The Zeppelin Field at Nurnberg

Rollerbladers cocooned
in earphones occupy the site.

A photographer busily shoots
a lanky, posing model

sporting a clear and extravagant
tattoo. I shoot them

from overhead; from the platform
where the Führer

and his industrious cronies stood
and spoke, were photographed.

A creative break from my own
taking in of the expansive scale.

Like miniature, the imagination
creates vastness. Millions

snapped their crisp salutes
like guillotines. The result

of the romantic
madness still hangs

profound and murderous
in the air: train cars, camps,

sequentialling tattoos, gas,
and reels of propaganda.

Swans glide and dip between
the dark silhouettes of trunks;

the sky and pond are
opalescent. Hardly concealed

systemic cruelty contains
the urban Turkish neighborhoods

not far away. Let the concrete edges
of this field continue to crumble.

We’re thirsty.

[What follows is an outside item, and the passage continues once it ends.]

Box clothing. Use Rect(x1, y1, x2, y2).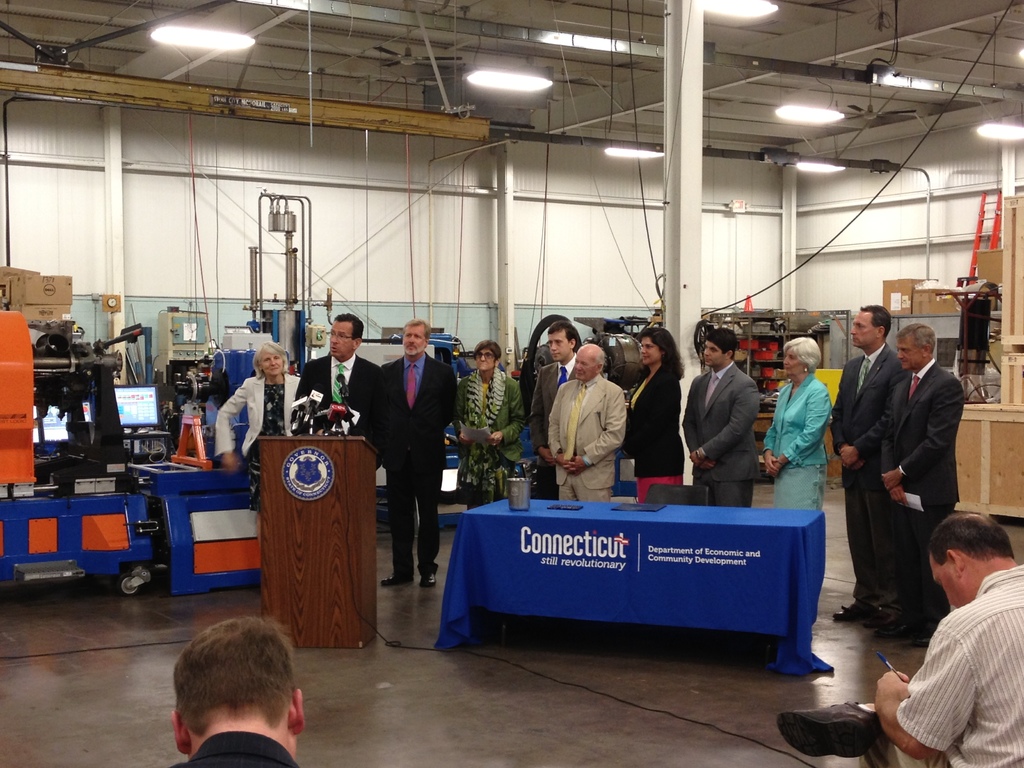
Rect(877, 564, 1019, 764).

Time to drive back
to the power station building—

Source of light, to make
transparent part of what it was

that was being ambitiously
designed, stoked, and rallied.

I will cajole someone to take
a series of photographs of me

posing outside the converted
plant. Me: sated, victorious

and mocking; a ridiculous,
cheesy pin-up model—

the latest to strut and plug
for the kingdom of fast food.

Scott Hightower is the author of three books. This fall, Self-Evident, his fourth collection stateside, is forthcoming from Barrow Street Press. Early next year, Oases/Hontanares, a bi-lingual book, is forthcoming from Devenir, Madrid. Hightower teaches as adjunct faculty at NYU and Drew University. A native of central Texas, he lives in Manhattan and sojourns in Spain.